Eleven of the 35 firms tracked show no detectable digital presence on any of the four measured channels: no active Meta creative, no active Google ads, no organic SERP appearances in 51 tracked keywords, and no Local Pack appearances. These firms may operate through pure referral flow, may invest exclusively in broadcast television and outdoor (which this snapshot does not measure), may be wound down or in transition, or may simply have minimal lay-public visibility by design. The fact that this category exists at all is itself a finding: in the Charleston PI market, doing zero digital is a viable and observable strategic position.

Methodology and Sources

Snapshot dates. Meta ad data captured from Meta Ad Library on May 12, 2026 (n=44 active ads across 4 firms). Google Ads Transparency Center data captured May 13, 2026 (n=1,112 active ads across 14 firms). SERP observations captured May 13, 2026 across 51 Charleston-targeted PI keywords (n=624 observations across 16 firms).
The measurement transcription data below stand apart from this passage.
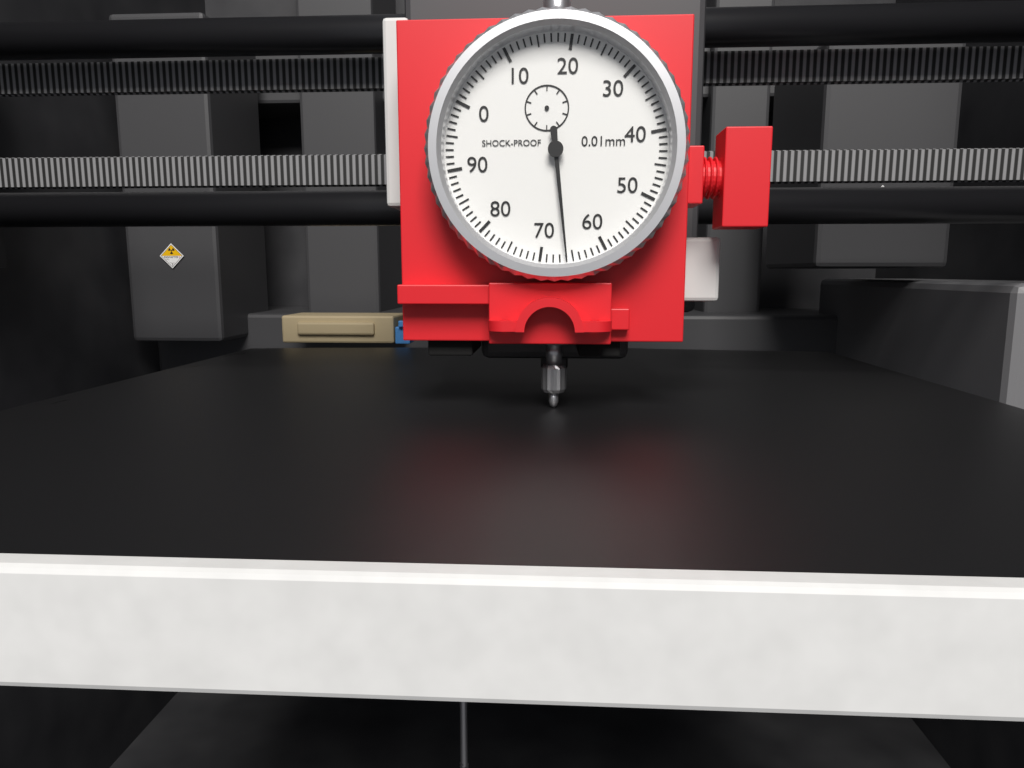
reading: 66 0.01mm
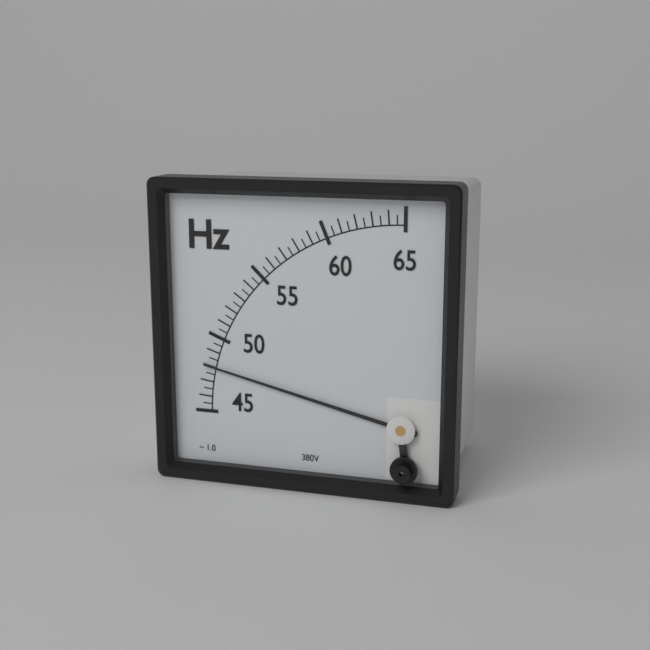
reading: 48.0 Hz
Data sources. Meta Ad Library via ScrapeCreators third-party API. Google Ads Transparency Center via SerpApi. Google SERP results (organic and Local Pack) via SerpApi, location-targeted to Charleston, South Carolina, United States, google.com domain, United States gl, English hl.

Categorization. Active ad creatives were classified by Claude Haiku 4.5 using a OpticonIQ taxonomy (case-type, geographic targeting, creative format, audience filter type). 913 of the 1,112 Google Ads Transparency Center records had empty body text in the vendor response — the ad text in those records is rendered inside image assets rather than returned as parseable strings. Those records were correctly short-circuited to "other" with no model spend. Meta ads were fully categorized.
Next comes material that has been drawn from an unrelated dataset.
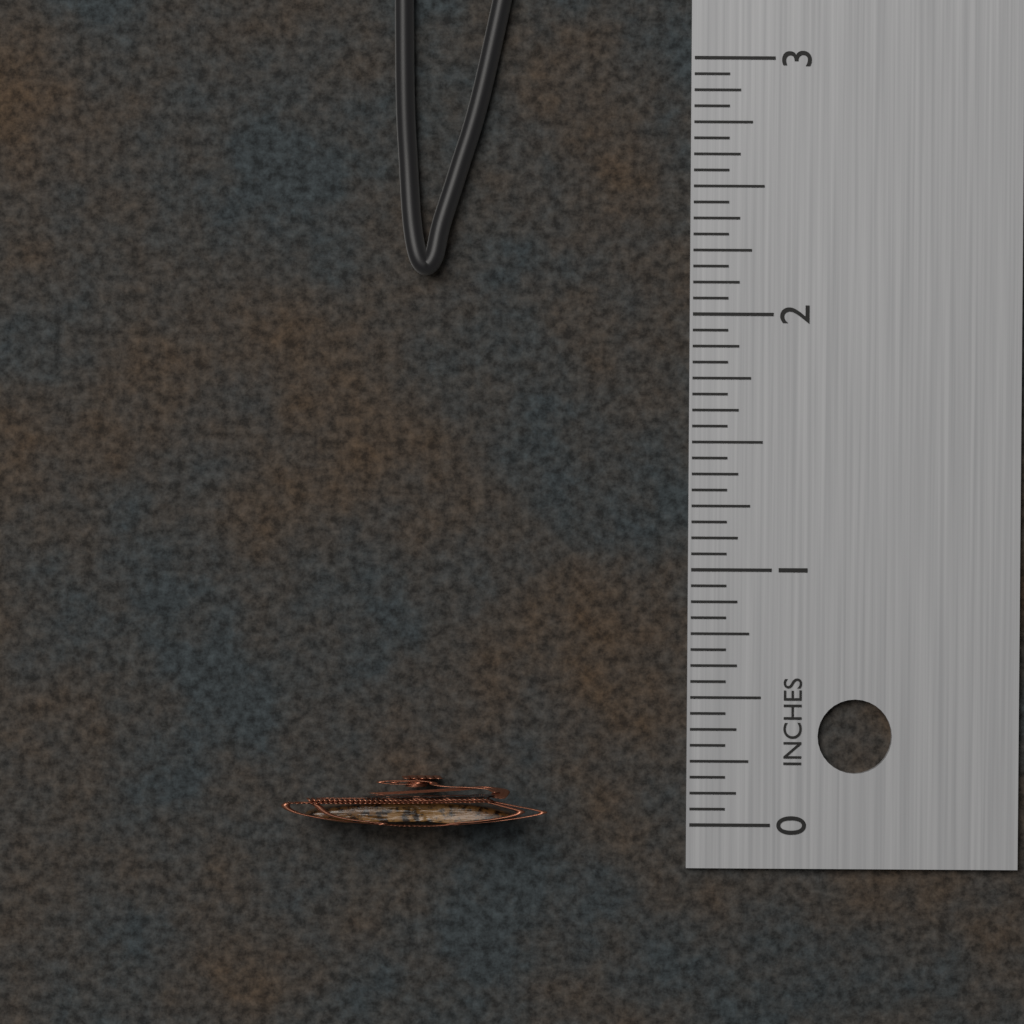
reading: 0.1875 in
Firm roster. 35 plaintiffs' PI firms manually selected based on Charleston, Berkeley, and Dorchester County operating presence; recognized name across at least one of: active website, local PI case filings of public record, or Charleston bar publications. The roster is not exhaustive of all Charleston PI practice; smaller solo practitioners who do not market through any channel measured here are necessarily under-represented.

Pagination limit. The Google Ads Transparency Center feed via SerpApi paginates at 40 records per page with a cap of 5 pages per advertiser. Sink, with 200 records, hits this cap; the true active creative count for Sink is almost certainly higher than 200 and the 1,394-day longest creative reflects the longest among the first 200 returned by the vendor, not necessarily the longest in the full active set.

Local Services Ads (known gap). The "Sponsored Personal Injury Lawyers" panel at the top of Google search results — Google Local Services Ads — is not surfaced by the SERP vendor used for this snapshot, despite being present on real Charleston PI searches. A direct manual capture confirms at least two firms (Joye and Derrick) are running LSAs as of May 13, 2026; the actual LSA inventory may be larger. Future snapshots will incorporate manual or alternative-vendor LSA capture to close this gap.

Broadcast and outdoor (known gap). Television, radio, billboard, and other outdoor channels are not measured in this snapshot. Charleston market knowledge indicates significant TV investment by George Sink and Akim Anastopoulo, among others; the absence of these channels from the chart and tables here should not be read as the absence of those firms from the market.

Limitations. Findings describe observed digital channel presence on the snapshot dates above. They are not estimates of revenue, intake volume, market share, or quality of legal representation. Channel presence is one input to competitive analysis, not a substitute for it. Snapshot data is point-in-time and may shift materially week to week, particularly for advertisers running short- duration paid campaigns or testing new creative.

Use. This report describes the observable digital marketing footprint of Charleston PI firms and is intended as research context for marketing-strategy decisions, competitive positioning, and market-mapping. Findings are descriptive research signals, not predictions of outcomes in any specific case, market, or campaign.

OpticonIQ is a market intelligence firm. This document is not legal advice and does not create an attorney–client relationship. Firm names and creative observations are reported as factual observations of public-facing ad libraries and search results.